Post by J NewmanPost by Jon RibbensPost by Clive PageThere is a news item in today's Sunday Times (and other papers as well
perhaps) saying that Asma Al Assad, wife of the ex-leader of Syria,
who is seriously ill in Moscow will not be able to return to the UK as
her British passport has expired. It may well be that our Government
will not want to renew her passport. Without wanting to deal with
the question of whether the UK should welcome her return or not, I
would like to question the law on the matter.
By all accounts she is British by birth and she does not appear to
have renounced her citizenship, so I would have expected that she
would have an absolute right to enter the UK with or without a current
passport. As far as I know there did not used to be a law saying that
a British Citizen needed a passport to enter the UK, only that it was
in practice a good piece of evidence of one's identity and therefore
one's right to enter the country. I would have thought that even an
expired passport would be pretty good evidence of one's identity. So
has the law on the right of entry changed?
If she were somehow to manage to present herself at immigration then
I imagine she could get in with her expired passport, notwithstanding
any issues that might arise due to her being the wife of a murderous
dictator. But the problem is presumably that she cannot get an airline
to agree to convey her here without a valid passport or visa.
I believe airlines' reluctance to fly passengers without a valid
passport or visa is because they are afraid of the costs they bear
should the passenger be refused entry.
I suppose if she were to pay them enough, or charter a private jet, this
is point becomes moot.
Despicable as her husband is, it is a dangerous precedent if the
government can exclude or deprive people of citizenship for political
reasons. Furthermore, there is no direct evidence that shows she has
blood on her hands.
If British citizenship is all she has, international conventions mean
we can't exclude her.
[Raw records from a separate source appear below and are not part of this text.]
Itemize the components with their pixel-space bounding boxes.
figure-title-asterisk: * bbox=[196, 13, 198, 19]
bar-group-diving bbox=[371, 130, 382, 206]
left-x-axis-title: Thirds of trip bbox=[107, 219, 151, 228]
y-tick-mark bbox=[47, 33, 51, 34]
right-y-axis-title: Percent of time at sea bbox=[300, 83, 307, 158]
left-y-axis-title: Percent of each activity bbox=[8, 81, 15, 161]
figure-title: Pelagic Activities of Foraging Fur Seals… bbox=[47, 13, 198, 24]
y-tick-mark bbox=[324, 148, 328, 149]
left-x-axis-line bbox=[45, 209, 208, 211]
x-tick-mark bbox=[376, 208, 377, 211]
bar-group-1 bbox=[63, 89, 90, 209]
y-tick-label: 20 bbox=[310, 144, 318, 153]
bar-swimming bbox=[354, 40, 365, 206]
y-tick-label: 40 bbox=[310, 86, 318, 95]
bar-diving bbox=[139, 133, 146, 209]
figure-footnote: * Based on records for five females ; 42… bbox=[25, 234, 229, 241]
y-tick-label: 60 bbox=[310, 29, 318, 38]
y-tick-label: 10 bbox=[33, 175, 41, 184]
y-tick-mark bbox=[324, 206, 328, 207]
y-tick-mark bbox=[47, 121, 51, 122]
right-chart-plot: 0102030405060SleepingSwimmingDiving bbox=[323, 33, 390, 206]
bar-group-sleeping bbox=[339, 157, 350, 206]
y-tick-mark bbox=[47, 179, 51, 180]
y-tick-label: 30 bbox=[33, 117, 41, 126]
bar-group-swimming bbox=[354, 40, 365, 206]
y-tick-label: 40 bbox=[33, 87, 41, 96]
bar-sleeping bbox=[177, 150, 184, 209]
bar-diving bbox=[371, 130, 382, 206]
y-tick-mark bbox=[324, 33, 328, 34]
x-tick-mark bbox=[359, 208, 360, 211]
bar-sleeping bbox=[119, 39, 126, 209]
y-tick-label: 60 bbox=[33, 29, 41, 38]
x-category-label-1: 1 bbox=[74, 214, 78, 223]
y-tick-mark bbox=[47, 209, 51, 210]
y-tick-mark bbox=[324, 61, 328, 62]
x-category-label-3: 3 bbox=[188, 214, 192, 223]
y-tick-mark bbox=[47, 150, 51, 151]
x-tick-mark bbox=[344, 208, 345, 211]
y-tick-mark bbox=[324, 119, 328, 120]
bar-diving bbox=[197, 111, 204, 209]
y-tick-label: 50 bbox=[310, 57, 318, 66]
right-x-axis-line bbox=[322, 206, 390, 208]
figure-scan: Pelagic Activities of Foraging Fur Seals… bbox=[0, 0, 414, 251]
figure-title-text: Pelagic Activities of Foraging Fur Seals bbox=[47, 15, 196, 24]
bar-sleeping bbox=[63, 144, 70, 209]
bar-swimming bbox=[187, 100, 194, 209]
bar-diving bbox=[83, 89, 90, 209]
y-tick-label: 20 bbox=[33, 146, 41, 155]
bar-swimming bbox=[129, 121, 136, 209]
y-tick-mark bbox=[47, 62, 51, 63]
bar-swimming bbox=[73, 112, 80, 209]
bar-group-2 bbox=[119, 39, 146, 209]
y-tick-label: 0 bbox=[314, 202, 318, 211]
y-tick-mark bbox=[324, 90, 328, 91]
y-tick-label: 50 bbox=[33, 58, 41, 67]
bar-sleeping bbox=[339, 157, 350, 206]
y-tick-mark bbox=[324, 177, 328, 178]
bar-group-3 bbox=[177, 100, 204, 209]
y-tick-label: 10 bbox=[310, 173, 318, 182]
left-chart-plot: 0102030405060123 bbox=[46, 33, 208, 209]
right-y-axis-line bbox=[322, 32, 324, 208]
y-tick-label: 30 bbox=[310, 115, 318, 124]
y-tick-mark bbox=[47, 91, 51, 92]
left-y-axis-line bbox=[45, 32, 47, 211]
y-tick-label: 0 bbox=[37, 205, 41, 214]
No-one is allowed to be made stateless, even if
they are considered to be not conducive to the public good and would
therefore in principle be someone we'd like to exclude if we could.
Where someone has dual nationality, though, and their presence is
considered not conducive to the public good, then we (through a decision
of the Home Secretary) are perfectly within our rights to deprive that
person of the British part of the nationality she has and deny her entry
to the country. That's Section 40 of the British Nationality Act 1981.
I assume that, besides her British citizenship, she is also has Syrian
nationality, so the British part of her current citizenship could be
revoked.
While she retains any British citizenship, the principle is that she has
to be allowed in with or without a passport if she rocks up at our borders.
It's an obvious point, though, that anyone whose citizenship is revoked
on the grounds of their presence here not being conducive to the
national good will argue till they're blue in the face that the decision
was actually for political reasons. But they won't get anywhere. The
decision is ultimately for politicians to make.